For lunch, the Firehouse Rotisserie on John Street has been recommended for its Californian-Mediterranean cuisine and its particularly good-looking waiting staff - of both sexes. The chicken and avocado salad is fine; the chocolate and hazelnut torte delicious, but there's no Mr Darcy among the waiters today.

In the early-afternoon swell of visitors, a 15-minute queue forms outside the Roman Baths. Nearby, Dubliner Henry Dagg is producing extraordinarily harmonious sounds by bowing a saw in Bath's No 1 busking spot.

Taking possession of a "personalised acoustic guide" at the baths (admission £6), I have a glimpse of the future: everybody, just everybody, is walking around with these elongated mobile-phones to their ears. But you walk, don't talk; signs indicate when and what numbers to key into the handset to get a running commentary.

It's hard to believe the murky green water bubbling up in the colonnaded quadrangle fell as rain 10,000 years ago. It percolated 4,000 metres down to the Earth's core before being forced back up.

A quarter of a million gallons of this water bubbles up every day, but they still charge for it. In the genteel surroundings of the Pump Room, where a quartet plays under the chandeliers, I eschew the champagne tea for two at £29 and take the waters instead, at 45 pence a glass. Smelling of hard-boiled eggs and tasting of rust, a few mouthfuls of the lukewarm spa offering is enough. It may contain 43 minerals and seven trace elements, but it's difficult to understand how it wouldn't make the sick sicker. And to think, doctors used to prescribe up to a gallon a day.

Ten minutes' walk away, the Assembly Rooms are a peaceful and airy contrast to the crowded, clammy baths. They opened in 1771 as a "stated and general meeting place of the polite persons of both sexes for the sake of conversation, gallantry, news and play": you can inspect the ballroom, the octagonal card room and the tea room. Once again, a personal acoustic guide is on hand to transport you back into the time of the "rustling dresses, sparkling jewels, waving feathers and music of tiny footsteps" which so entranced Dickens's Mr Pickwick.

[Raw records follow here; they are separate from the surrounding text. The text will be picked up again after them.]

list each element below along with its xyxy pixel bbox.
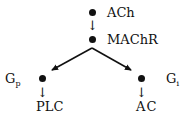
machr-label: MAChR — [107, 33, 158, 46]
ac-label: AC — [136, 100, 157, 113]
gi-node-dot — [138, 75, 145, 82]
gp-label: Gp — [5, 72, 21, 90]
ach-node-dot — [89, 9, 96, 16]
arrow-machr-to-gi — [92, 48, 131, 70]
down-arrow-icon: ↓ — [87, 19, 98, 32]
gi-label: Gi — [166, 72, 179, 90]
ach-label: ACh — [107, 6, 135, 19]
arrow-machr-to-gp — [52, 48, 92, 70]
gp-node-dot — [39, 75, 46, 82]
down-arrow-icon: ↓ — [37, 86, 48, 99]
plc-label: PLC — [36, 100, 63, 113]
down-arrow-icon: ↓ — [136, 86, 147, 99]
machr-node-dot — [89, 36, 96, 43]
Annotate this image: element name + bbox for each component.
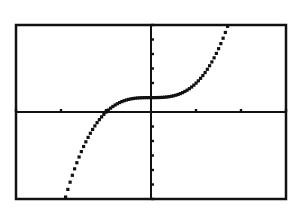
- x-tick: [15, 109, 17, 112]
- y-tick: [151, 24, 154, 26]
- y-tick: [151, 125, 154, 127]
- y-tick: [151, 67, 154, 69]
- y-tick: [151, 53, 154, 55]
- x-tick: [60, 109, 62, 112]
- y-tick: [151, 198, 154, 200]
- x-tick: [240, 109, 242, 112]
- y-tick: [151, 38, 154, 40]
- y-tick: [151, 183, 154, 185]
- x-tick: [195, 109, 197, 112]
- calculator-graph-screen: [0, 0, 290, 212]
- y-tick: [151, 82, 154, 84]
- y-tick: [151, 169, 154, 171]
- y-tick: [151, 154, 154, 156]
- y-tick: [151, 140, 154, 142]
- x-tick: [285, 109, 287, 112]
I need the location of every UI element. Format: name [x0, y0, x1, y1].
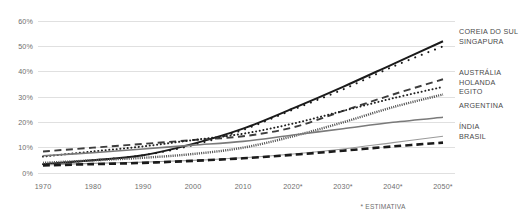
y-tick-label: 10% — [18, 143, 33, 152]
line-chart: 0%10%20%30%40%50%60% 1970198019902000201… — [0, 0, 529, 219]
y-tick-label: 50% — [18, 42, 33, 51]
x-tick-label: 2000 — [185, 182, 202, 191]
chart-page: 0%10%20%30%40%50%60% 1970198019902000201… — [0, 0, 529, 219]
x-tick-label: 2030* — [333, 182, 353, 191]
y-tick-label: 60% — [18, 17, 33, 26]
legend: COREIA DO SULSINGAPURAAUSTRÁLIAHOLANDAEG… — [459, 27, 518, 140]
x-tick-label: 1990 — [135, 182, 152, 191]
footnote: * ESTIMATIVA — [360, 203, 405, 210]
x-tick-label: 2020* — [283, 182, 303, 191]
series-lines — [43, 41, 443, 165]
x-tick-label: 2010 — [235, 182, 252, 191]
x-tick-label: 2040* — [383, 182, 403, 191]
legend-label: ARGENTINA — [459, 101, 503, 110]
y-tick-label: 20% — [18, 118, 33, 127]
legend-label: COREIA DO SUL — [459, 27, 518, 36]
legend-label: AUSTRÁLIA — [459, 68, 501, 77]
y-tick-label: 30% — [18, 93, 33, 102]
legend-label: SINGAPURA — [459, 37, 504, 46]
x-axis-tick-labels: 197019801990200020102020*2030*2040*2050* — [35, 182, 453, 191]
x-tick-label: 1980 — [85, 182, 102, 191]
legend-label: ÍNDIA — [459, 122, 479, 131]
gridlines — [38, 21, 455, 173]
legend-label: EGITO — [459, 87, 483, 96]
x-tick-label: 2050* — [433, 182, 453, 191]
y-axis-tick-labels: 0%10%20%30%40%50%60% — [18, 17, 33, 178]
series-line-coreia-do-sul — [43, 41, 443, 164]
legend-label: BRASIL — [459, 132, 486, 141]
y-tick-label: 0% — [22, 169, 33, 178]
legend-label: HOLANDA — [459, 78, 496, 87]
y-tick-label: 40% — [18, 67, 33, 76]
x-tick-label: 1970 — [35, 182, 52, 191]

Beneath the Assembly Rooms, the Costume Museum displays a collection of fashion over 400 years. The S-Bend Corset which served to make 21-inch Kate Mosses out of Sophie Dahls catches the eye.

There's still time to look for what must be the only museum in the world devoted to a bun. But, unfortunately, that doesn't allow dallying on the way in quintessentially English-sounding shops such as Droopy and Brown's, Hobbs and Jolly's, not to mention some of the familiar staples of Grafton Street. Bath is a shoppers' delight but Jane Austen's annual allowance of £20 wouldn't go far, even in a day.

"Museum" turns out to be rather a grand word for Sally Lunn's House which claims to be the oldest in Bath, dating from 1482. It commemorates a young wan who came over from France in 1680 to work in a bakery there. Her talents at making brioche were soon appreciated by the locals who started to request "Sally Lunn's". These renowned tea cakes are still made in the house and in the basement there's a reconstruction of the bakery Sally would have laboured in.

With no time to take afternoon tea in the house, I content myself with a purchase of three Sally Lunns. Resembling giant burger buns, they come in presentation boxes and make the perfect souvenir of a day in Bath - at the princely sum of £1.08 each.

As usual, a strange city shrinks in direct proportion to increasing familiarity, so I return to the station ahead of schedule for the 10-minute glide on the Inter-City back to Bristol where taxis wait at the station door. Despite a determination not to be paranoidly early, there's 75 minutes to kill in an aiport which can be toured in 20 seconds, before the 7.05 p.m. flight to Dublin.

And home in Glenageary just in time for the nine o'clock news, a toasted Sally Lunn is the final taste of a day in Bath.